Still, Hezbollah is the most powerful political and military force in the country, stronger even than the Lebanese Army, and it has demonstrated a will in the past to resort to the use of arms domestically when it feels threatened. In May 2008, Hezbollah and its allies briefly took over Sunni neighborhoods of Beirut when the then Western-backed government attempted to shut down the party’s private communications network. The move sparked a week of fighting that brought Lebanon to the brink of civil war.

Some analysts worry that the combination of a weak moderate Sunni leadership in Lebanon, the rise of new radical leaders such as Sheikh Assir, and a sense of Sunni triumphalism as the Assad regime teeters will inflame Sunni-Shiite tensions even further.

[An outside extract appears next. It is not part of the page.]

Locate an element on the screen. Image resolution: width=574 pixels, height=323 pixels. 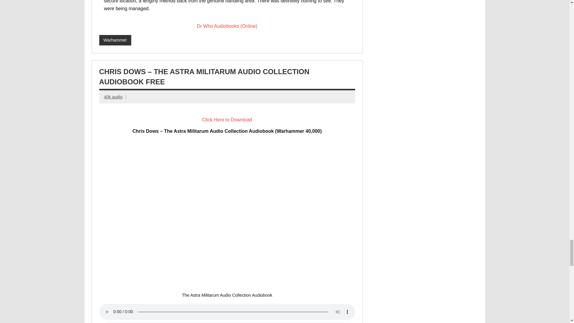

The analysts worry this could lead to clashes or even suicide bomb attacks in Hezbollah-supporting strongholds, invoking a harsh response from the Shiite organization.

Sunni support for rebels

Most Sunnis in Lebanon support the Syrian opposition against Assad’s rule and some have even joined armed rebel groups to fight Syrian government forces. On Sunday, Syrian state television broadcast footage showing several bodies that it said were part of a group of 21 Lebanese Salafist fighters who fell into an ambush near the town of Tel Kalakh having slipped into Syria from Lebanon. The men were reportedly from Tripoli and other areas of north Lebanon.

Furthermore, Okab Saqr, a Lebanese member of Parliament who, despite being a Shiite, is a member of the mainly Sunni Future Movement headed by former Prime Minister Saad Hariri, confirmed at the weekend that it was his voice heard on an audio recording released last week by a Lebanese television station in which he discusses an arms deal with a Free Syrian Army commander. For months rumors have circulated that Mr. Saqr was in Turkey helping provide arms and ammunition for the FSA, although he denied the accusation in a televised interview last month before the audio recordings were aired.

But Lebanese Sunnis are not alone in intervening in the Syrian civil war.